Refreshments were served at midnight and daybreak. The dancers of
his parent's generation "had certain 'steps' for every bar of
the tune, and every motion was grace personified, and their
deportment may be described by the one word Courtly. I take it that
their style of dancing was identical with that of Washington's
time." His father danced hornpipes and reels to a slow tempo
and could execute the Pigeons Wing, a balance step using 4 bars of
music, describes as a "winking" of first the right, then
the left foot, so complicated "not one in a hundred could
master it." Other showy balance steps had names like High Betty
Martin, Double Shuffle, tip Top Five, Ten Step, Braise (invented by
a neighbor Joe Barnes which consisted of spinning around 2 or 3
times on the left foot "followed by bewildering flourishes with
the right."), and the Cooper Step (made up by Jesse Spofford
wherein the dancer jumps up, crashes his boot heels together in
midair, then thumps on the floor "for rhythm's sake"). The
spruce floor boards in the Sharon kitchens, John A. relates, got
worn down until the slippery knots stuck up.
Phineas B. Taggart Farm*
John Taggart took up the violin at age 12, practicing in the old
barn, tutored by an older brother. He formed a fiddle, fife, and
drum band with the White boys, and by age 15 was playing for dances.

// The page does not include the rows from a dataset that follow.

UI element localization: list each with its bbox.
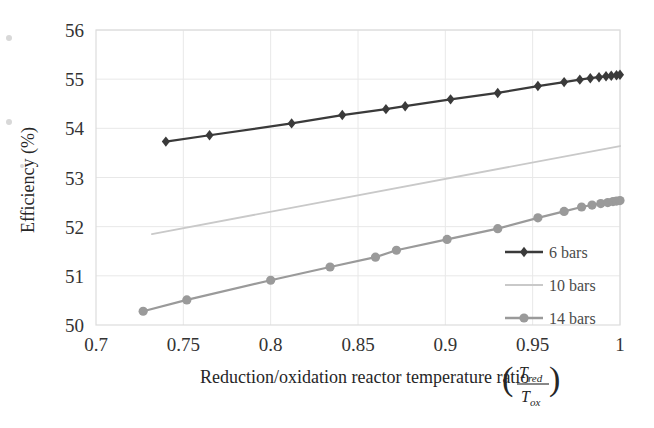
x-tick-label: 0.95 (516, 334, 549, 355)
x-tick-label: 1 (615, 334, 625, 355)
legend-item-label: 14 bars (549, 310, 596, 327)
x-tick-label: 0.8 (259, 334, 283, 355)
data-point-marker (139, 307, 148, 316)
y-tick-label: 52 (65, 217, 84, 238)
y-tick-label: 53 (65, 168, 84, 189)
y-tick-label: 50 (65, 315, 84, 336)
data-point-marker (442, 235, 451, 244)
data-point-marker (615, 196, 624, 205)
chart-figure: 50515253545556 0.70.750.80.850.90.951 Ef… (0, 0, 654, 428)
y-tick-label: 55 (65, 69, 84, 90)
fraction-right-paren: ) (549, 360, 560, 398)
x-tick-label: 0.85 (341, 334, 374, 355)
plot-area (96, 30, 625, 325)
y-tick-label: 51 (65, 266, 84, 287)
x-tick-label: 0.7 (84, 334, 108, 355)
data-point-marker (560, 207, 569, 216)
fraction-numerator-subscript: red (528, 372, 543, 384)
x-tick-label: 0.75 (167, 334, 200, 355)
y-axis-title: Efficiency (%) (18, 127, 39, 233)
data-point-marker (266, 276, 275, 285)
legend-item-label: 10 bars (549, 277, 596, 294)
data-point-marker (533, 213, 542, 222)
efficiency-vs-temperature-ratio-chart: 50515253545556 0.70.750.80.850.90.951 Ef… (0, 0, 654, 428)
y-axis-title-text: Efficiency (%) (18, 127, 39, 233)
data-point-marker (493, 224, 502, 233)
x-tick-label: 0.9 (433, 334, 457, 355)
data-point-marker (182, 295, 191, 304)
fraction-denominator-subscript: ox (530, 396, 541, 408)
legend-marker (519, 313, 528, 322)
data-point-marker (325, 262, 334, 271)
y-tick-label: 54 (65, 118, 85, 139)
data-point-marker (587, 200, 596, 209)
y-tick-label: 56 (65, 20, 84, 41)
fraction-left-paren: ( (502, 360, 513, 398)
data-point-marker (577, 202, 586, 211)
data-point-marker (392, 246, 401, 255)
data-point-marker (371, 253, 380, 262)
x-axis-title-text: Reduction/oxidation reactor temperature … (200, 367, 529, 387)
legend-item-label: 6 bars (549, 244, 588, 261)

Fiddlers abounded in Sharon, all within walking distance of John
A.-besides his father and brother, there were Isaac White and the
Barnes brothers, Joe and Warren. Some year later, while working as
an iron molder in Greenfield, Massachusetts, he took formal violin
lessons, and "every moment outside the shop was employed in
study and practice." He joined Putnam's Orchestra in 1877,
which had 1st and 2nd violins, cornet, two clarinets, trombone and
bass. John Putnam was the famous Franklin County, Massachusetts,
prompter and left-handed fiddler, a run-away slave. John A. played
1st violin in another local orchestra, Steigleder's, until 1881 when
he married seventeen-year-old Nena King whose dancing aura had
transfixed him from the stage. That year he formed his own group,
Taggart's Orchestra, playing all over western Massachusetts for the
next 14 years. The tunes in his Recollection "were all played
by Taggart's Orchestra." John A. gave up music as a business in
1895, thereafter playing "only as a pastime" and with his
two children. His library of dance music was destroyed in a fire in
1895, but his violin, a "Kurkshaw" made in 1802 which cost
"125.00 was saved.
Forced by poor prospects to leave his father's worn-out farm in
his twenties, John A. applied himself to many trades: foundryman,
livery owner, carriage painter, auctioneer, and finally Street
Railway executive. He kept in touch with his native New Hampshire by
frequent visits. He died in 1943 at the age of 88. Nothing further
than his own written memoir can reveal more of the music, dancing
and life of John Adams Taggart in 19th-century Sharon, for he has no
surviving direct descendants. Yet it contains a tremendous tale, and
enough uncanny wisdom to have insured at least the survival of his
music.
-Randy Miller, September 1989
Quotes are from Taggart's Recollection |
*Photographs from the book, Sliptown - The History of Sharon
New Hampshire 1738-1941. King, H Thorn Jr., Charles E Tuttle Co., Inc.